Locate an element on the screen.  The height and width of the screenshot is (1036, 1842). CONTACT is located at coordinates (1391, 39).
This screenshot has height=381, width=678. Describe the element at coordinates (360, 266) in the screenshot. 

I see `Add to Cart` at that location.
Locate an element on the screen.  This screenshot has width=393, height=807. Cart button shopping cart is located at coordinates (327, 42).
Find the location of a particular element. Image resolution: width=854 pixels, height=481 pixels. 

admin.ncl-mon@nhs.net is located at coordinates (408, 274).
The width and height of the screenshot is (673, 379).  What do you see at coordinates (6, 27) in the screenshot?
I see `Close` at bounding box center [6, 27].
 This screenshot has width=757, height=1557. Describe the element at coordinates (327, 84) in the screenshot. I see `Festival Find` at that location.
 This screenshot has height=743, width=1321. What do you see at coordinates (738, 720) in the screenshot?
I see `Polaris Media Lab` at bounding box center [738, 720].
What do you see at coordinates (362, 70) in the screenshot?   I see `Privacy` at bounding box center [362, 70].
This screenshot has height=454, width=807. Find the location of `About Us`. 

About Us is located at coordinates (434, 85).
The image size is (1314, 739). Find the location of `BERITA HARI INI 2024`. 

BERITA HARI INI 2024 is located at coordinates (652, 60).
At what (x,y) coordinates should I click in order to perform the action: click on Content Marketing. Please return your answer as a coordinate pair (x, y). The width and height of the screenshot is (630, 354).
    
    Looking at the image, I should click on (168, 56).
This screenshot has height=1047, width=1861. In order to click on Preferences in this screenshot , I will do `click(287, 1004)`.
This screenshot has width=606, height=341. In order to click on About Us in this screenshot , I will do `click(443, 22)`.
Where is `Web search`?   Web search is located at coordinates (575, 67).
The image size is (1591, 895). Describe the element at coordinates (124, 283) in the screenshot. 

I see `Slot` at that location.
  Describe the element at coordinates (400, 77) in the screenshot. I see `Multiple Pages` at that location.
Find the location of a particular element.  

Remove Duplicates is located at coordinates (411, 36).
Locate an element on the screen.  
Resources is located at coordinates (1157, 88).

___

EXERCISE DESCRIPTION ▸
In how many lines of the data does the word "will" appear? Respond with the number and nothing more.

PROBLEM SOLUTION ▸
2